Frederik Dhondt (1984) is assistant professor at the Vrije University Brussel and guest professor at the University of Antwerp. He studied law (Ghent, 2007), history (Ghent/Paris-Sorbonne, 2008) and international relations (Sciences Po Paris 2009). He obtained his PhD in law in 2013 (Ghent University, commercial version published as Balance of Power and Norm Hierarchy. Franco-British Diplomacy after the Peace of Utrecht (Brill, 2015)). Frederik was a visiting researcher in Paris, Frankfurt, Heidelberg and Geneva. His teaching involves political and comparative constitutional history (Bachelor of Laws, Brussels/Antwerp) and history of international law (Master of Laws, Brussels/Antwerp). Frederik’s research focuses on the history diplomacy and legal argumentation in the 18th and 19th centuries. For an overview of publications, see http://www.vub.ac.be/CORE/members/dhondt. Frederik started the ESIL IG’s blog (http://esilhil.blogspot.com) after the ESIL conference in Vienna (September 2014), together with Randall Lesaffer and Ignacio de la Rasilla y del Moral. This source has become a reference in the field of international legal history, with on average 2.000 pageviews per month, mainly from the United States, Germany, the United Kingdom, France, Belgium and Spain. The blog signals all relevant books, journal issues and call for papers brought to the IG’s attention. In the coming years, supplementary collaborators (= extra bloggers) are required, to keep a regular flow of information. In 2017, Frederik co-convened and chaired the IG’s workshop at the Research Seminar in Granada on ‘Neutrality in the History of International Law’, one of his current research areas. As the continuity of the blog is essential to the IG group, Frederik Dhondt would propose to further ensure the flow of information to the members. frederik.dhondt@vub.be

Hossein Piran (Senior Legal Advisor at the Iran-United States Claims Tribunal, The Hague)

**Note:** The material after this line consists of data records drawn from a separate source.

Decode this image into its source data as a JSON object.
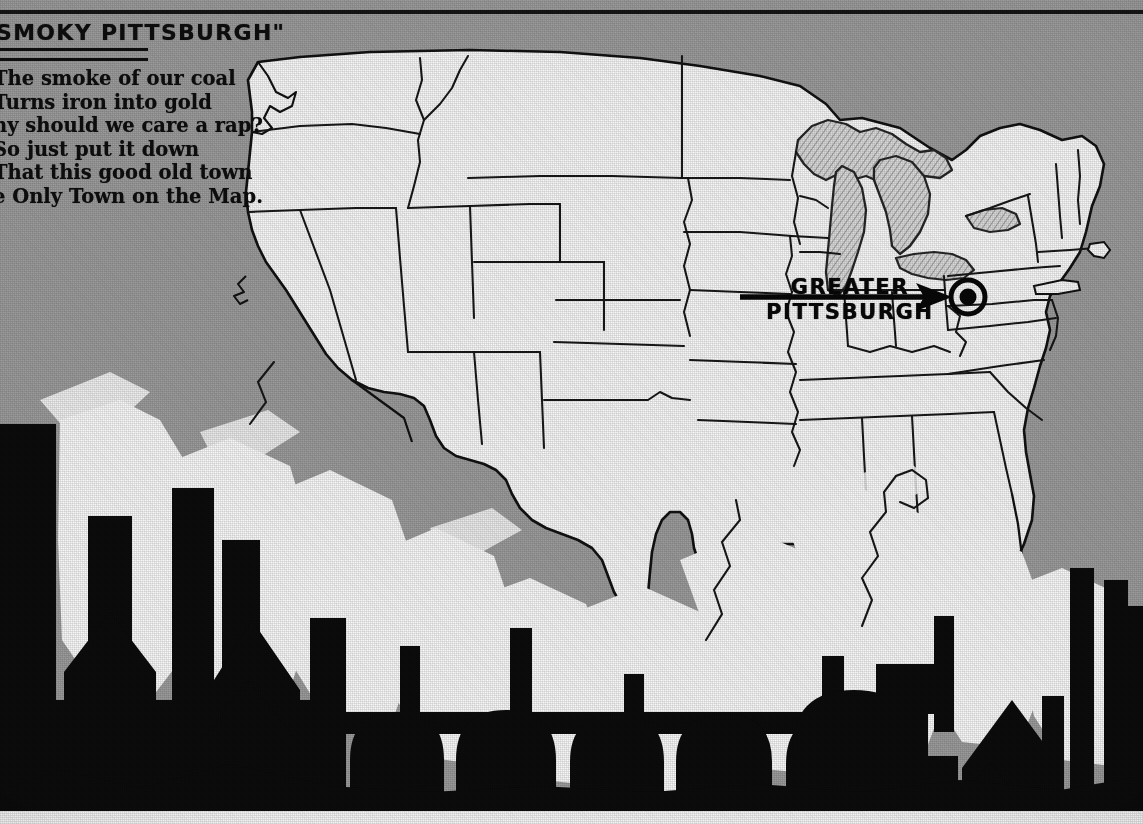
{
  "poster": {
    "width": 1143,
    "height": 824,
    "background_color": "#9b9b9b",
    "land_color": "#f4f2ec",
    "ink_color": "#141414",
    "silhouette_color": "#101010",
    "smoke_color": "#f5f3ee"
  },
  "masthead": {
    "title": "SMOKY PITTSBURGH\"",
    "verse": [
      "The smoke of our coal",
      "Turns iron into gold",
      "hy should we care a rap?",
      "So just put it down",
      "That this good old town",
      "e Only Town on the Map."
    ]
  },
  "map": {
    "subject": "United States",
    "callout": {
      "line1": "GREATER",
      "line2": "PITTSBURGH",
      "marker": "bullseye-target",
      "arrow_direction": "right",
      "arrow_start_x": 740,
      "arrow_end_x": 950,
      "arrow_y": 297,
      "marker_x": 968,
      "marker_y": 297
    },
    "features": [
      "state-boundaries",
      "great-lakes",
      "gulf-of-mexico",
      "atlantic-ocean",
      "pacific-ocean"
    ]
  },
  "industry": {
    "description": "Black silhouette of mills, blast furnaces, chimneys and factory roofs along the lower edge with white smoke plumes rising across the map",
    "elements": [
      "smokestack",
      "blast-furnace-row",
      "factory-roof",
      "gas-holder-dome",
      "mill-building",
      "smoke-plume"
    ]
  }
}
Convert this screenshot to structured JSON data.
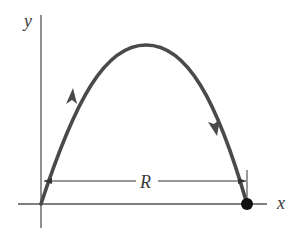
{
  "diagram": {
    "axes": {
      "x_label": "x",
      "y_label": "y"
    },
    "range_label": "R",
    "colors": {
      "trajectory": "#4a4a4a",
      "axes": "#555555",
      "landing_point": "#111111",
      "text": "#3a3a3a"
    },
    "elements": [
      "y-axis",
      "x-axis",
      "parabolic trajectory",
      "upward direction arrow",
      "downward direction arrow",
      "range dimension line R",
      "landing point"
    ]
  }
}
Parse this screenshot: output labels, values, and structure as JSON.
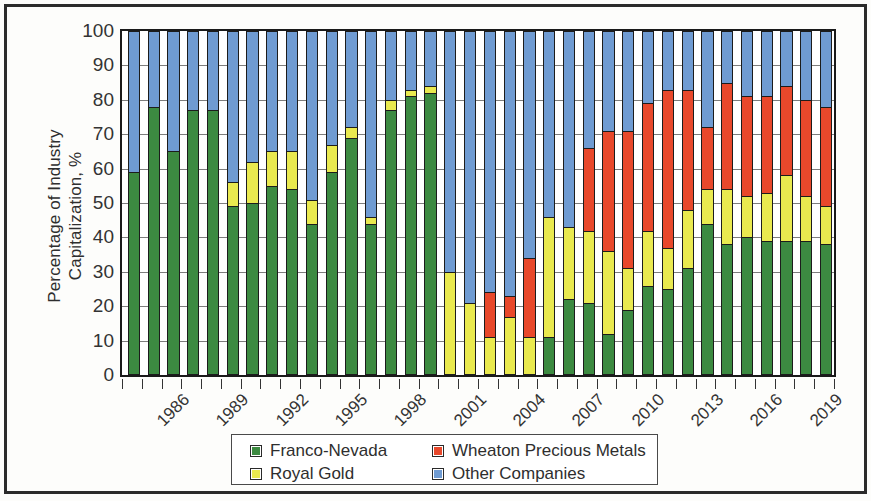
{
  "chart_data": {
    "type": "bar",
    "subtype": "100% stacked column",
    "title": "",
    "xlabel": "",
    "ylabel": "Percentage of Industry Capitalization, %",
    "ylim": [
      0,
      100
    ],
    "yticks": [
      0,
      10,
      20,
      30,
      40,
      50,
      60,
      70,
      80,
      90,
      100
    ],
    "grid": true,
    "legend_position": "bottom",
    "categories": [
      "1986",
      "1987",
      "1988",
      "1989",
      "1990",
      "1991",
      "1992",
      "1993",
      "1994",
      "1995",
      "1996",
      "1997",
      "1998",
      "1999",
      "2000",
      "2001",
      "2002",
      "2003",
      "2004",
      "2005",
      "2006",
      "2007",
      "2008",
      "2009",
      "2010",
      "2011",
      "2012",
      "2013",
      "2014",
      "2015",
      "2016",
      "2017",
      "2018",
      "2019",
      "2020",
      "2021"
    ],
    "tick_labels": [
      "1986",
      "",
      "",
      "1989",
      "",
      "",
      "1992",
      "",
      "",
      "1995",
      "",
      "",
      "1998",
      "",
      "",
      "2001",
      "",
      "",
      "2004",
      "",
      "",
      "2007",
      "",
      "",
      "2010",
      "",
      "",
      "2013",
      "",
      "",
      "2016",
      "",
      "",
      "2019",
      "",
      ""
    ],
    "series": [
      {
        "name": "Franco-Nevada",
        "color": "#3c8a41",
        "values": [
          59,
          78,
          65,
          77,
          77,
          49,
          50,
          55,
          54,
          44,
          59,
          69,
          44,
          77,
          81,
          82,
          0,
          0,
          0,
          0,
          0,
          11,
          22,
          21,
          12,
          19,
          26,
          25,
          31,
          44,
          38,
          40,
          39,
          39,
          39,
          38
        ]
      },
      {
        "name": "Royal Gold",
        "color": "#e9e94f",
        "values": [
          0,
          0,
          0,
          0,
          0,
          7,
          12,
          10,
          11,
          7,
          8,
          3,
          2,
          3,
          2,
          2,
          30,
          21,
          11,
          17,
          11,
          35,
          21,
          21,
          24,
          12,
          16,
          12,
          17,
          10,
          16,
          12,
          14,
          19,
          13,
          11
        ]
      },
      {
        "name": "Wheaton Precious Metals",
        "color": "#e8482b",
        "values": [
          0,
          0,
          0,
          0,
          0,
          0,
          0,
          0,
          0,
          0,
          0,
          0,
          0,
          0,
          0,
          0,
          0,
          0,
          13,
          6,
          23,
          0,
          0,
          24,
          35,
          40,
          37,
          46,
          35,
          18,
          31,
          29,
          28,
          26,
          28,
          29
        ]
      },
      {
        "name": "Other Companies",
        "color": "#6f9bd2",
        "values": [
          41,
          22,
          35,
          23,
          23,
          44,
          38,
          35,
          35,
          49,
          33,
          28,
          54,
          20,
          17,
          16,
          70,
          79,
          76,
          77,
          66,
          54,
          57,
          34,
          29,
          29,
          21,
          17,
          17,
          28,
          15,
          19,
          19,
          16,
          20,
          22
        ]
      }
    ]
  },
  "legend": {
    "items": [
      {
        "label": "Franco-Nevada",
        "color": "#3c8a41"
      },
      {
        "label": "Wheaton Precious Metals",
        "color": "#e8482b"
      },
      {
        "label": "Royal Gold",
        "color": "#e9e94f"
      },
      {
        "label": "Other Companies",
        "color": "#6f9bd2"
      }
    ]
  },
  "axis": {
    "y_title_line1": "Percentage of Industry",
    "y_title_line2": "Capitalization, %"
  }
}
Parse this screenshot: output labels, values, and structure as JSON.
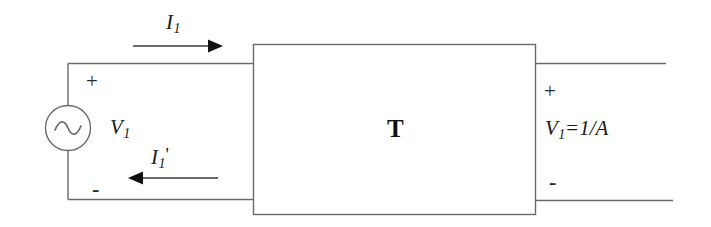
{
  "diagram": {
    "background_color": "#ffffff",
    "line_color": "#6b6b6b",
    "text_color": "#1a1a1a",
    "labels": {
      "input_current": "I",
      "input_current_sub": "1",
      "reflected_current": "I",
      "reflected_current_sub": "1",
      "reflected_current_prime": "'",
      "input_voltage": "V",
      "input_voltage_sub": "1",
      "output_expression_var": "V",
      "output_expression_sub": "1",
      "output_expression_eq": "=",
      "output_expression_value": "1/A",
      "block": "T",
      "plus_input": "+",
      "minus_input": "-",
      "plus_output": "+",
      "minus_output": "-"
    },
    "components": {
      "source": "ac-voltage-source",
      "source_symbol": "sine-wave",
      "block_name": "T",
      "arrow_top_direction": "right",
      "arrow_bottom_direction": "left"
    }
  }
}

Dr. Piran studied law in Teheran (1980, BA) and at the Vrije Universiteit Brussel (1984, LLM International and European Law). He competed his PhD on Foreign Investment and Public International Law at the University of Liverpool in 1992. He authored three books in Persian, on Classical Theories of International Relations in Islam (2010), International Investment Law (2010) and on Nationalization of Foreign Property under International Law (1992). He translated Shaybani’s Siyar (2009), Grotius' Mare Liberum (2012) and De Iure Belli ac Pacis (2015). Dr. Piran is a member of the Permanent Court of Arbitration. hpiran@hetnet.nl  
The Steering Committe has convened in its new composition. Jan Lemnitzer was designated as President. The Interest Group affirms its intention to be present at the ESIL Annual Conference, next September in Manchester. The blog will continue to operate. New scientific initiatives will be developed.

The Committee thanks the preceding team (Randall Lesaffer, Ignacio de la Rasilla y del Moral, Inge Van Hulle, Shavana Musa, Thomas Skouteris) for their efforts and initiatives since the ESIL Conference in Vienna (September 2014).